Home Computer Science Scientists achieve near-perfect light transmission on silicon chips

Scientists achieve near-perfect light transmission on silicon chips

A comparison of a fiber spool and the new spiral waveguide chip. Credit: Hao-Jing Chen.

Optical fiber quietly powers much of the modern world.

It carries internet traffic across oceans and cities with astonishing efficiency, letting light travel kilometers with barely any loss.

For decades, scientists have dreamed of bringing that same ultralow-loss performance onto tiny photonic chips, where light could be guided just as cleanly but in a space no bigger than a fingernail.

Now, researchers at California Institute of Technology say they are closer than ever to making that goal a reality.

In new work published in Nature, the team demonstrates a way to guide light across silicon wafers with losses approaching those of optical fiber, even at visible wavelengths.

This breakthrough could enable a new generation of photonic integrated circuits, or PICs, that are far more precise, efficient, and stable than today’s devices.

Optical fiber sets an extremely high bar.

Made from ultra-pure glass and drawn to be exceptionally smooth, fiber allows light to pass with almost no scattering or absorption.

Translating that performance to flat, chip-based devices has been difficult because on-chip waveguides typically have rough surfaces at the nanoscale, which causes light to scatter and lose strength.

“For years, we’ve been trying to bring the fabrication ideas behind optical fiber onto silicon wafers while preserving fiber’s ultralow loss,” says Kerry Vahala, who led the research.

The team’s solution was to use germano-silicate glass—the same type of glass used in optical fiber—and pattern it directly onto standard semiconductor wafers using lithography.

The resulting waveguides are laid out in tight spiral shapes, allowing light to travel long distances on a very small chip, similar to winding fiber onto a spool. Because the material melts at relatively low temperatures, the researchers can gently heat the waveguides after fabrication. This “reflow” process smooths the surfaces down to nearly atomic perfection, dramatically reducing scattering losses.

At near-infrared wavelengths, the new platform already matches the performance of silicon nitride, the current gold standard for low-loss photonics.

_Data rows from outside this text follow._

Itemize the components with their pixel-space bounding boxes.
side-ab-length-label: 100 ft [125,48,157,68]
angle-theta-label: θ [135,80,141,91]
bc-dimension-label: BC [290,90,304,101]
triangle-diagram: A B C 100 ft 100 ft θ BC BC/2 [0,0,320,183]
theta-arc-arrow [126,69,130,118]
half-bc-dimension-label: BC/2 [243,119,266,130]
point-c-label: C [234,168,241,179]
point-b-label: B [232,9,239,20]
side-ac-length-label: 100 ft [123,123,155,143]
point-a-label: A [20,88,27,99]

At visible wavelengths, it does much better—outperforming previous records by about 20 times. That matters because many important technologies, including atomic sensors and optical clocks, rely on visible light.

Why does ultralow loss matter so much on a chip that’s only a few centimeters wide? The answer lies in devices like ring resonators, where light circulates repeatedly inside a loop.

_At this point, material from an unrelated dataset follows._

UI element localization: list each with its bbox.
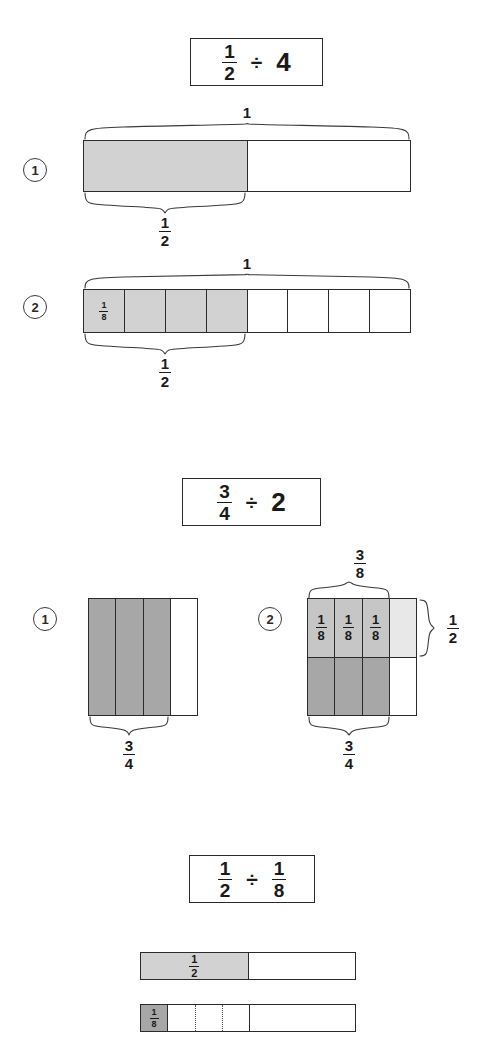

Even though the loop itself is small, the effective distance light travels can be many meters or more. Lower loss means light can circulate longer, greatly boosting performance. In lasers, for example, reducing loss by a factor of 10 can improve coherence by a factor of 100.

The team has already built several working devices using the new material, including lasers and frequency-generating resonators. Potential applications range from ultra-precise timing systems and navigation sensors to data-center communications, artificial intelligence hardware, and quantum technologies.

According to Vahala, this is just the beginning. After years of steady progress, the researchers believe they now have a flexible, fiber-like platform on chips—one that could reshape how light is used in future technologies.